§ **Requirement**
Entries follow. Give back exactly the lines starting at the one containing "has width=868, height=488." and ending at the one containing "Describe the element", and no other lines.

§ **Given entries**

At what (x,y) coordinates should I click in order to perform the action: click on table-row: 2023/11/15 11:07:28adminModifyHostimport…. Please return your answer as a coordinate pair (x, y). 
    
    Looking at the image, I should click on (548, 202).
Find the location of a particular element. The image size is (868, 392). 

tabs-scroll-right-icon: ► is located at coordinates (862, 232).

--

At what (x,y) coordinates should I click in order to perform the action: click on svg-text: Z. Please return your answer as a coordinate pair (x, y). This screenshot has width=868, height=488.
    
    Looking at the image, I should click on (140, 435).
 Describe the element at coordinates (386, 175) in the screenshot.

==

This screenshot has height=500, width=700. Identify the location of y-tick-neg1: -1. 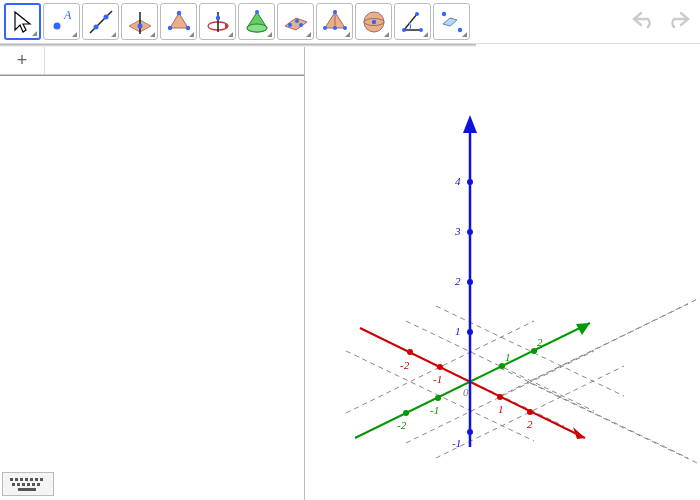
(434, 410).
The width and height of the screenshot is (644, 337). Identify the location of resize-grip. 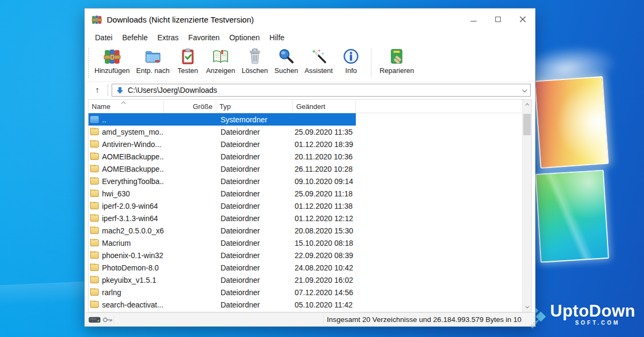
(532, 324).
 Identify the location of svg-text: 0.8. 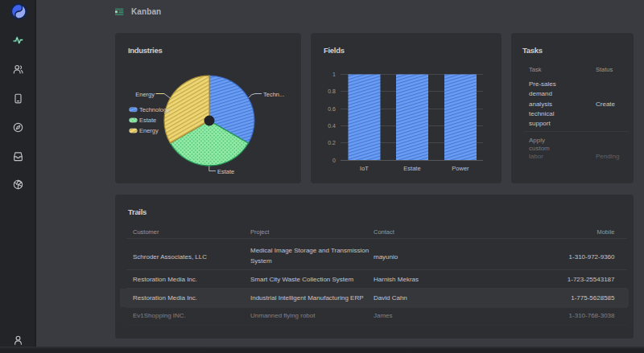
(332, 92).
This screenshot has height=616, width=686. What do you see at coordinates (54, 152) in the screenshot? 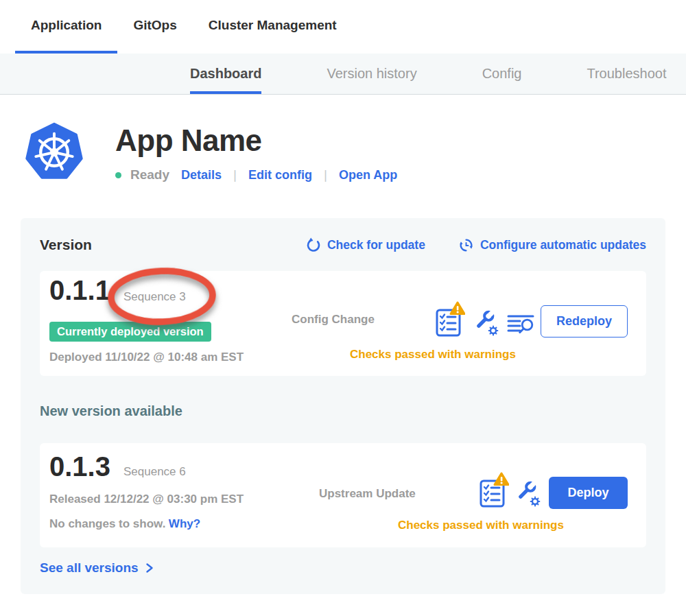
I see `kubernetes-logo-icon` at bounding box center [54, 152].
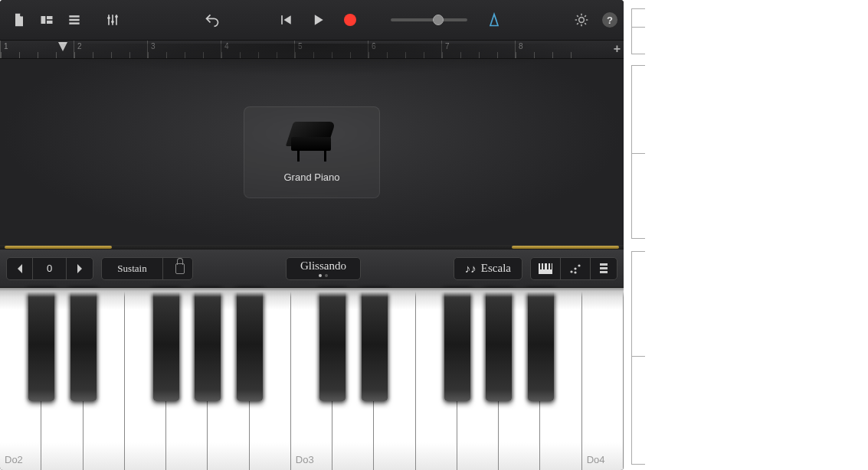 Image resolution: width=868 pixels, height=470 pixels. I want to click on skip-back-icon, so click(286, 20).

§ **Reply**
At what (x,y) coordinates should I click in order to perform the action: click on svg-text: Z. Please return your answer as a coordinate pair (x, y). This screenshot has width=868, height=488.
    
    Looking at the image, I should click on (140, 435).
 Describe the element at coordinates (386, 175) in the screenshot.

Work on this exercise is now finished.